I think you're sort of getting its influence backwards -- like looking the wrong way through a telescope. What made "Music From The Big Pink" influential in the first place was that it was an entirely new way of playing old music. It's hard to hear that now, but think of it from the perspective of a listener hearing it in 1968.

Think of some of the (very) important albums that came out in 1967: "Sgt. Pepper," "Piper at the Gates of Dawn," "Velvet Underground & Nico," "The Doors," "Forever Changes," "The Who Sell Out," "Disraeli Gears," and "Are You Experienced?" You can almost smell the incense and see the paisley just reading that list. The lyrics are trippy and obscure, the vocals are compressed or echoey and the guitars are set to fuzz.

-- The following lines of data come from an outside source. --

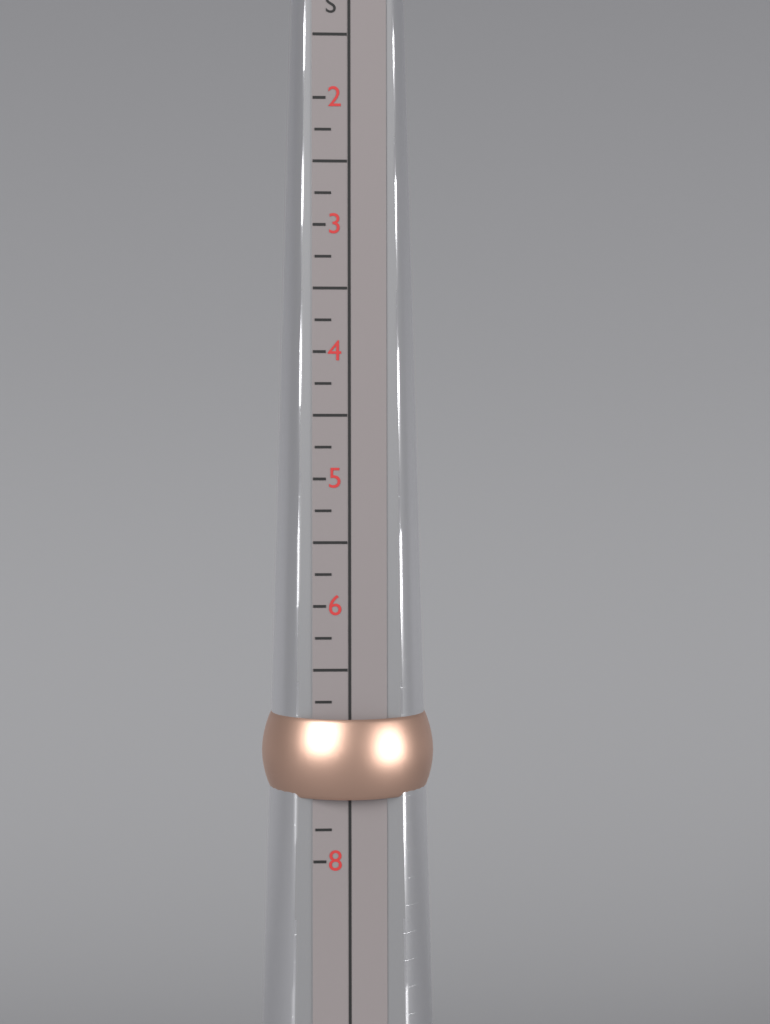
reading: 7.50 US
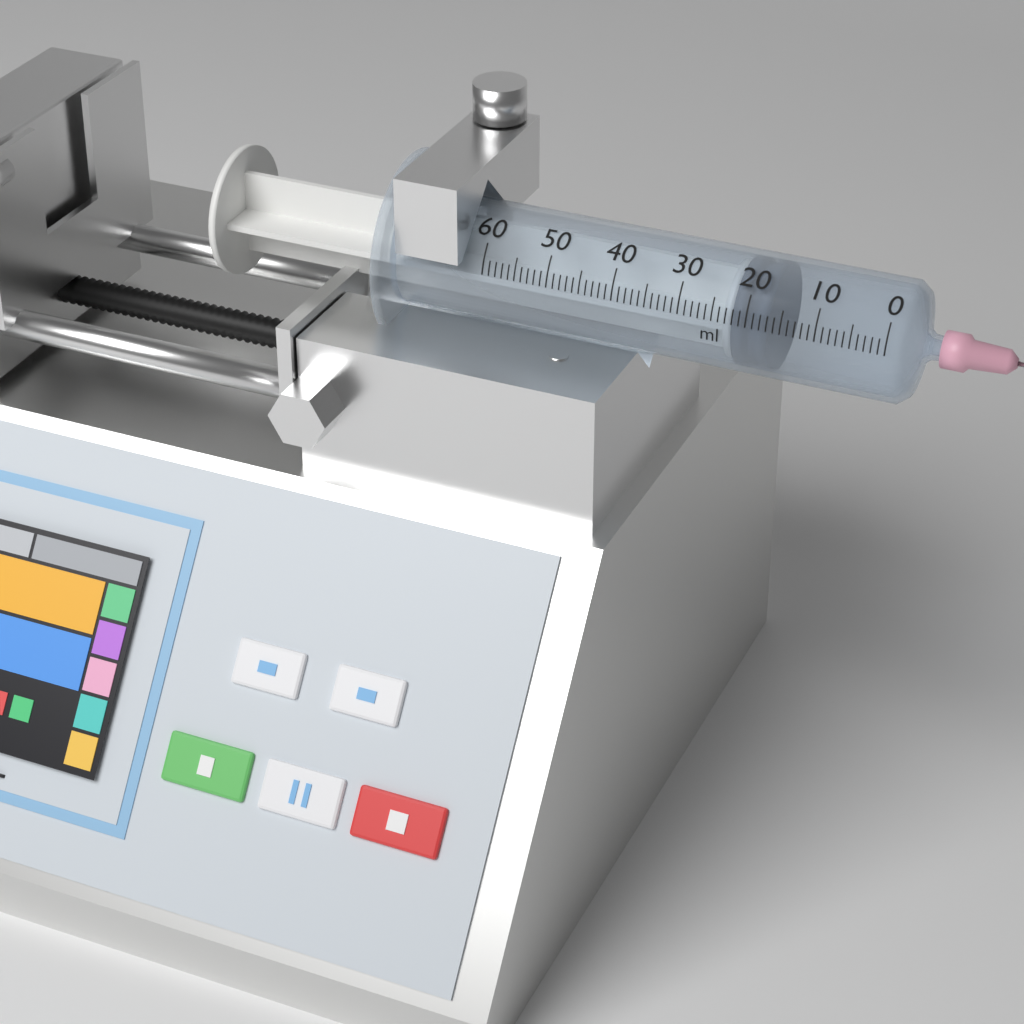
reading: 17 ml
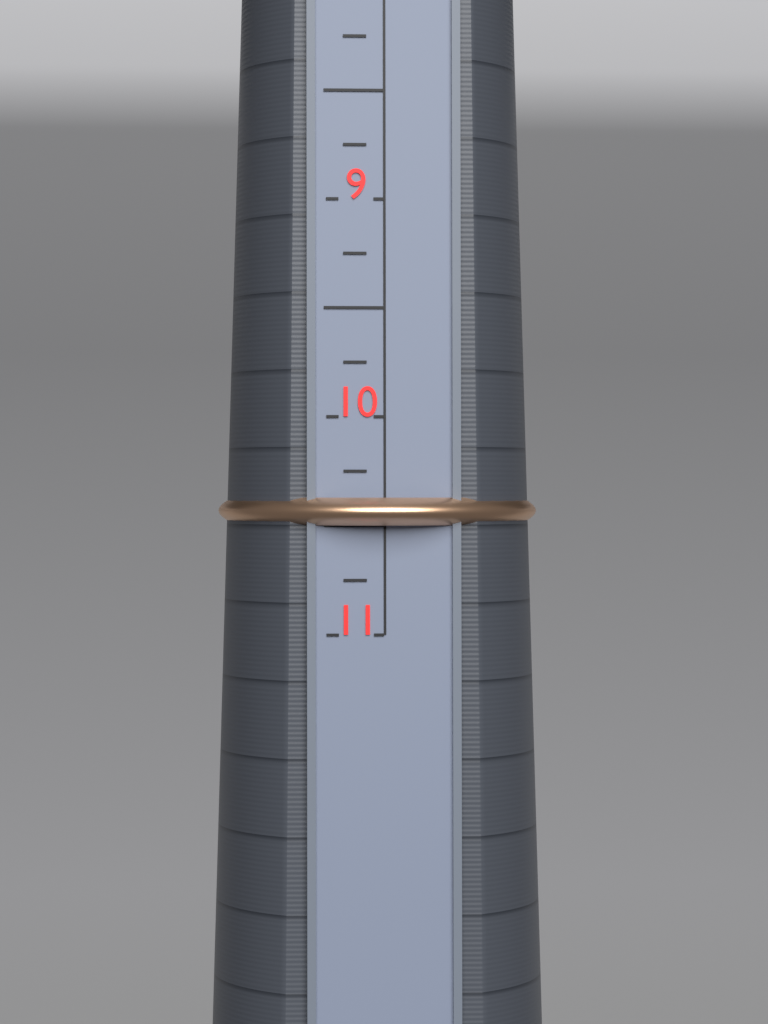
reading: 10.50 (no unit)
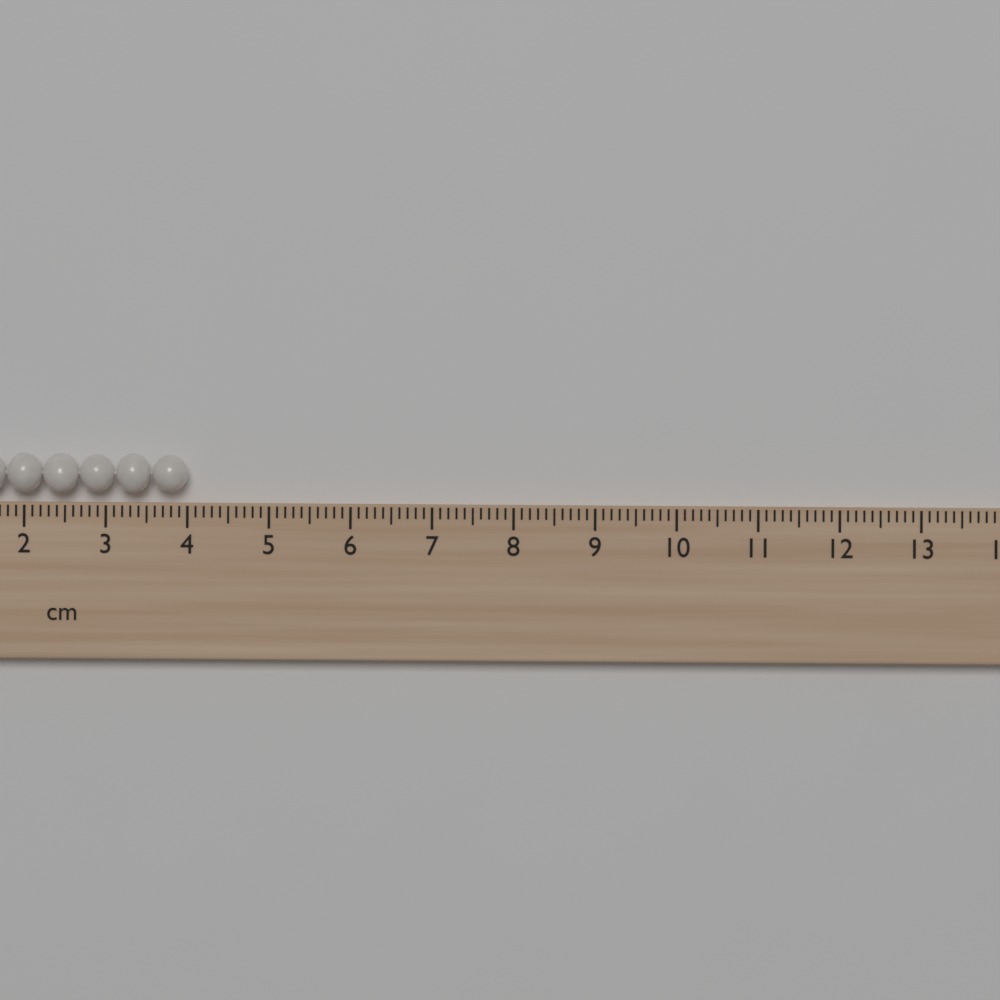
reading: 4.0 cm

The Band pretty much wiped all of that away. Other bands were headed in a similar direction -- their buddy Dylan came back from his year off with the subdued "John Wesley Harding," and The Byrds released two country albums that year. But what was so revolutionary about The Band was how they blended timeless lyrical themes (as opposed to hippie phantasmagoria) with deceptively simple arrangements that blended decades of white and black American music -- often in the same song. Hey, is that a New Orleans jazz funeral? Wait -- is that a Booker T & the MGs groove? The organist is playing a church hymn! And listen to that clean Stratocaster playing a country lick! All the instruments stand out and serve a specific function in the song. Compare any song on "Big Pink" to Cream or Big Brother & The Holding Company, where everyone's essentially soloing over everyone else.

Their influence was huge and immediate. Consider how much the Beatles -- by far the most important and influential group of the '60s -- lifted from The Band on their last two albums (especially "Abbey Road"). They created basically a whole new genre with "The Basement Tapes" and "Music from the Big Pink."